Czech government seeks new ideas for investment incentives

7 March 2014

The Czech ministry of industry and trade is preparing a new package of investment incentives to soften the blow of changes to the EU’s regional aid program. New incentives are being proposed that will cut companies’ payments rather than force them to request money from the state. The stricter new rules, to be implemented by the EC this July, are expected to curb the Czech Republic’s traditional investment incentives much more than those in the rest of the CE region. The Czech ministry of industry and trade wants to push through the new set of investment incentives by mid-2014.

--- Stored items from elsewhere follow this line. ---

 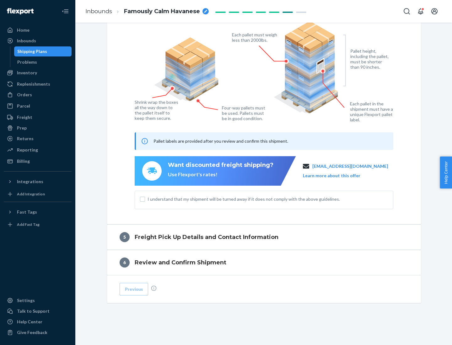 I want to click on div: Help Center, so click(x=30, y=322).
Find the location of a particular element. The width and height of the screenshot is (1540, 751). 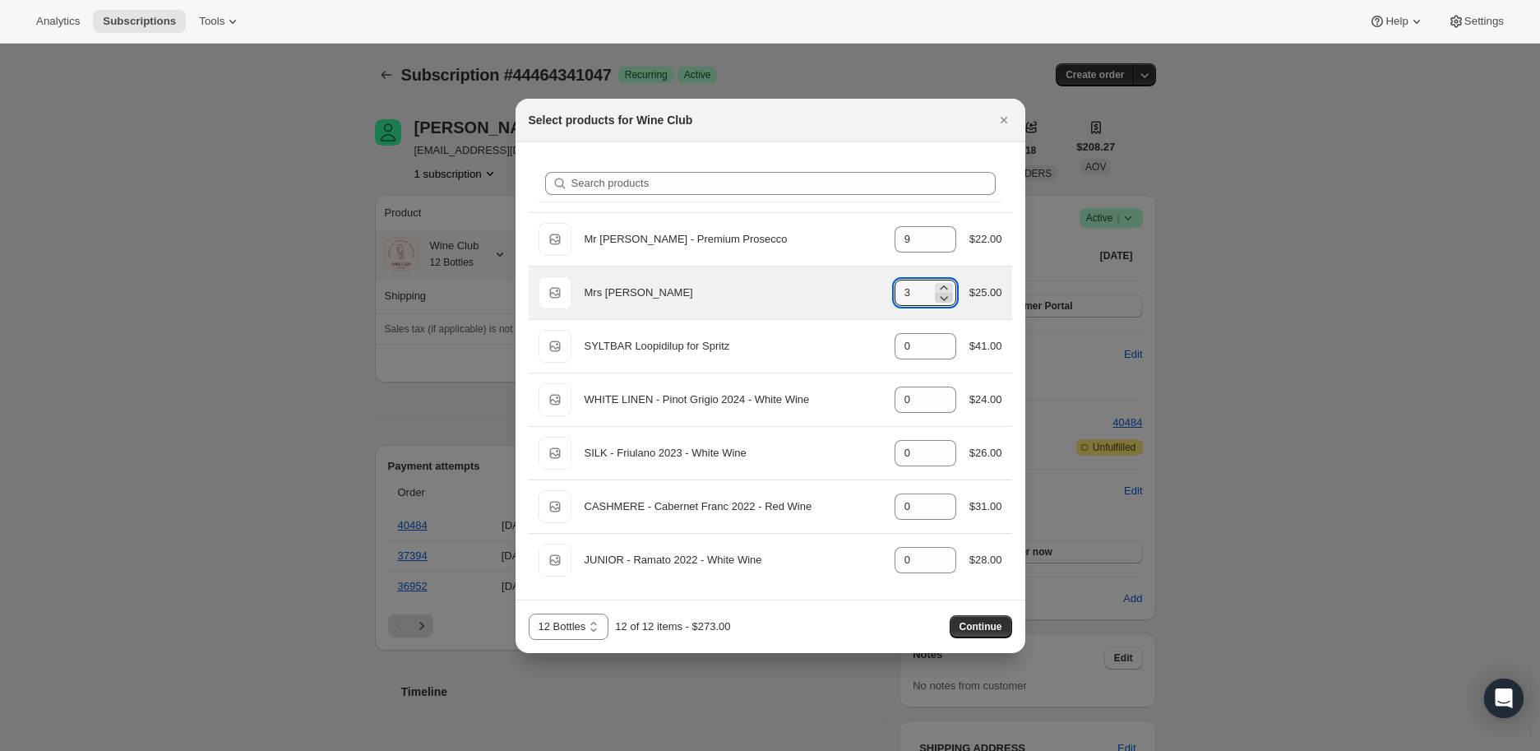

div: 12 of 12 items - $273.00 is located at coordinates (673, 627).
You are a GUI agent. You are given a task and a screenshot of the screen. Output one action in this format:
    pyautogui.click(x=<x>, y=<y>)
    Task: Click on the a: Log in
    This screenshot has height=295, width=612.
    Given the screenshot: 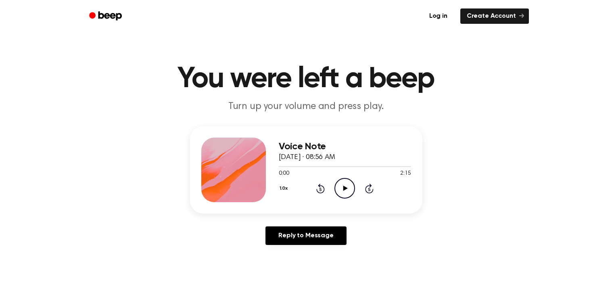 What is the action you would take?
    pyautogui.click(x=438, y=16)
    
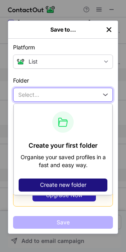 The width and height of the screenshot is (126, 252). I want to click on img: Contact Out, so click(21, 62).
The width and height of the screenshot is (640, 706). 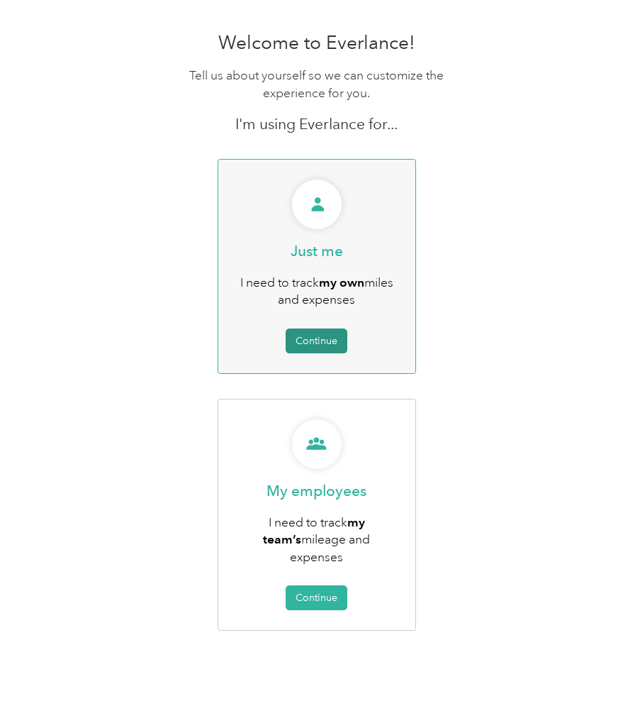 I want to click on h1: Welcome to Everlance!, so click(x=316, y=43).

“Sending aid is complicated. It is much more advantageous when part of the contributions that [companies] are obliged to pay are simply not levied,” Zbyněk Pokorný, who is in charge of drawing up the new package, told the daily Mladá Fronta Dnes. One option being planned is to offer highly qualified companies with high revenue posts, such as R&D centers, savings on health and social insurance. The savings could reduce standard payments for employees by one-fifth. Traditional tax holidays are not such a benefit for R&D centers, according to Pokorný, as they participate in global research, and their products and profits may be produced elsewhere. Savings on the labor costs of the highly qualified experts would be more lucrative. Property taxes could be also waived, and the existing incentive of CZK 200,000 per new job could be raised to CZK 300,000.